I taught history during my thirty-seven years as an educator, and I loved learning more about the American Revolutionary war and the Native American history before Europeans arrived to this continent. It’s hard to choose a “favorite!”

JMR-Who is your favorite historical figure? Why? If you could ask them one question, what would it be?

MM- Hands down, I’d love to be in the same room with Benjamin Franklin. He was a brilliant human being who did not feel beholden to societal expectations. He was the original multi-tasker and self-actualized person who probably had undiagnosed ADD. I’d ask him to tell me the most outrageous thing he ever did that people did not know about. I think there would probably be a lot.

JMR- How did you come to be a writer of historical fiction?
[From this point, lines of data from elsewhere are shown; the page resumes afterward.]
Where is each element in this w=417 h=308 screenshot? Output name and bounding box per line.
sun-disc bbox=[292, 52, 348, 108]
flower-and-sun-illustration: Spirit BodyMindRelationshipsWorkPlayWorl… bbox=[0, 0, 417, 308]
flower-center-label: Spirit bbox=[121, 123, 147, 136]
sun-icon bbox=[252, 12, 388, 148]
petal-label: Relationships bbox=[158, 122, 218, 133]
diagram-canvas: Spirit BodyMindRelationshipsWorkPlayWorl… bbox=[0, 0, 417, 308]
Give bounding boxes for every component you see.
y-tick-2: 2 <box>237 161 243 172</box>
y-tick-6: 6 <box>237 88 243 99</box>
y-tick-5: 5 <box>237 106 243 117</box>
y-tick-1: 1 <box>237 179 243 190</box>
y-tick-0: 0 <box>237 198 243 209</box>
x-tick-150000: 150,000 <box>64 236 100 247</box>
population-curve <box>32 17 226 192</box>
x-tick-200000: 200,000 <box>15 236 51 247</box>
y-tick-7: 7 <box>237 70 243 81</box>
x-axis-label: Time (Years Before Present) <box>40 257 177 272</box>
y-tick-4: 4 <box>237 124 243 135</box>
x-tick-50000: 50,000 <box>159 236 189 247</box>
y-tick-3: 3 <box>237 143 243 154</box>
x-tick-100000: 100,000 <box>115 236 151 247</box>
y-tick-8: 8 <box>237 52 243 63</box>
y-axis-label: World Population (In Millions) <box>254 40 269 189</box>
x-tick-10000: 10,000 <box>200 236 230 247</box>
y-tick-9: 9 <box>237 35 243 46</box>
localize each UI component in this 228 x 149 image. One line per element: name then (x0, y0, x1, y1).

MM- I grew up hearing stories about my own family and the families of my many immigrant friends, not unusual for 1960’s-70’s in NYC. I became intrigued very early on with the way people survive and thrive through adversity. I loved reading historical fiction, which helped me learn facts and their effects on ordinary people in a personal way. When I was trying to figure out how to tell my family stories, I realized I didn’t have enough information to write a memoir, so I began to research to fill in the gaps and wrote historical fiction to give myself creative license and make the stories interesting to others.

JMR- Did you visit anyone of the places in your book? Where did you feel closest to your characters?
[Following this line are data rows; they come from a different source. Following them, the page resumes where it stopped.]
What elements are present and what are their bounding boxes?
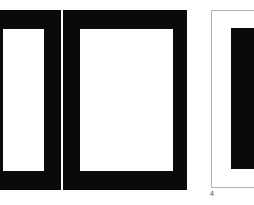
side-panel: [211, 10, 254, 188]
frame-gutter: [61, 8, 63, 192]
center-frame-aperture: [80, 29, 173, 171]
figure-canvas: 4: [0, 0, 254, 205]
figure-caption: 4: [210, 189, 214, 198]
side-panel-block: [231, 28, 254, 169]
left-frame-aperture: [3, 29, 44, 171]
center-frame: [63, 10, 187, 190]
left-frame: [0, 10, 61, 190]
MM- Because I was a first-generation American, I had close family in the Netherlands through my father, and Colombia, South America through my mother. We traveled to and spent a lot of time in both, and I connected deeply to the language, culture, people and history of both. It helps that I speak Spanish and Dutch fluently!

JMR- Maureen, tell us about your book,  Woven.

MM- The day after I retired from teaching, just as the pandemic started, I sat down to finally write the book that had been nagging me for ten years. I wrote and researched five to six hours each day and had a first draft in four months.

Woven: Six Stories, One Epic Journey went through so many iterations, with the support and suggestions of beta readers and patient family members. One of my biggest struggles was how to put all the different characters and their stories into a cohesive novel. The idea to keep each character’s story as a unique novella that intertwined to form the whole story was the last missing piece of the puzzle. I’d always thought history should be taught as the story of what happened and how it affected the lives of people who lived through it, and that’s how I wanted to tell my story. The early part of the novel covers 150 years and is more like a timeline of lives; the second and third parts slow down and zoom in on a more current period of history.

I wanted to portray the intertwining of lives as well, so I wrote the novel in three parts: “His”, “Hers”, “Theirs”, to show how the characters came together.

JMR- Tell our readers how to find you on social media and the web.

MM- I am on ALL the social media!

Instagram/Threads: https://www.instagram.com/maureenmorrisseyauthor.com

TikTok: www.tiktok.com/@momoauthor

Facebook: www.facebook.com/mmorrisseyauthor

Medium: www.medium.com/@mobility61

My author website: www.maureenmorrissey.com

My Amazon Author website https://www.amazon.com/stores/author/B08NFCT89C/about  

JMR- What question were you hoping I’d ask but didn’t?

MM- “What’s the craziest thing you secretly wish you have done but never will?” I love experiencing thrills like roller coasters and jumping off 30-foot-high platforms into lakes, and I have always thought skydiving would be amazing. But then two things happened: When I was a teenager, I saw a girl my age wrapped in bandages from head to toe like a mummy being pushed around in a wheelchair, and when we asked, her mother said it was a skydiving accident. I still considered doing it, but then our son got a job at a skydiving company. He was eighteen years old, and his job was packing parachutes and when he told me what went on behind the scenes, that was it for me!

Let’s keep it between us, but I still might change my mind.

JMR- Thank you, Maureen, for stopping by. Your books look really great! Readers, I’ve included a link to Maureen’s books below. Please be sure to check them out.



 

I will add a button and link to the book.